My son went back to nursery today (hurrah!) and I was able to get back to work. Unfortunately a night of broken sleep has left me a little dazed and I’m finding it hard to concentrate. So, rather dangerously, I decided to do something different. I’ve just read Julie Duffy’s guest post on Charlotte Rains Dixon’s blog, about 15 Fixes for Your Worst Writer’s Block (worth a read!) I decided to combine ‘Work On A Different Part Of The Project’ and ‘Change Projects’. So today I’ve been working on the extra stuff I need to enter my WIP in the Independent’s children’s novel competition – the bio and synopsis – and I got out an old manuscript that I want to work on next.
It was a shock looking at the old manuscript and realising I started writing it in 2008, before my daughter was born. That’s five and a half years ago! Where did the time go? It’s also tough reading something that you remember as being quite good and realising your writing has come on some way since then. Which is of course fantastic – I’d hate to think my writing had got worse – but as I wrote the manuscript whilst also studying a Creative Writing degree course with the Open University, I kind of assumed it might be okay. Actually the writing might be – I didn’t get much chance to go into it – but the formatting and grammar are awful!
I spent the morning roughly reformatting it because I’ve programmed myself to write ready-to-publish documents, after doing Two-Hundred Steps Home last year, when everything had to be ready to publish at the end of each month. Formatting and layout, styles and chapter headings, all have to be to Smashwords standards (easy enough to convert to Kindle formatting). It did mean that I noticed things like how many bits of dialogue start with, “So…” Which is how I speak, but no longer how I write fiction.

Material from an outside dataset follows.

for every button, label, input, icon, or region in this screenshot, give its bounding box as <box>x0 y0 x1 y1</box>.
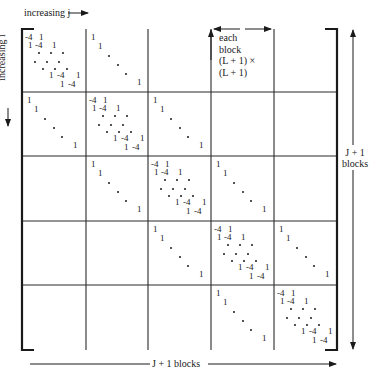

It’s nice to know I have grown a bit as a writer in half a decade.
I had to quickly put the manuscript away before it dragged me further in. It’s probably a blessing that it needs so much work: I’m not tempted to start that particular challenge when I have two big deadlines looming: finishing this children’s book by the end of next week, and getting Class Act out by the end of June.
So I wrote my Author Biography (see! I started another sentence with ‘so’!) It was rather gratifying. I was able to put:
Amanda Martin is a self-published author and blogger, with a presence on Facebook and Twitter. Her blog, Writermummy, has accumulated 550 posts in two years, and she has published four novels. Amanda’s women’s fiction novel Two-Hundred Steps Home was written in daily instalments and published in monthly volumes in 2013 as part of a challenge on her blog. A section of the novel has been selected to appear in a Cambridge University Press study book. Amanda’s Young Adult novel, Dragon Wraiths, was long-listed for the Mslexia Children’s Novel award in 2013. George and the Magic Arch is her first Middle Grade novel, although MG fiction is her favourite genre.
All of which should hopefully be true by the time I put in the competition entry, or at least by the time someone comes to read it! It’s nice to feel I’ve been doing something with my time at home these last five years. I even managed to write a one-page synopsis which, although it will need tweaking, takes a weight off my mind. I hate writing synopses (if that’s the correct plural?)
Anyway, distraction time is over. As the children have been off sick this week I’m marginally behind on my 15,000 word target, although it’s still in sights. I definitely do better working to a target. I must remember that.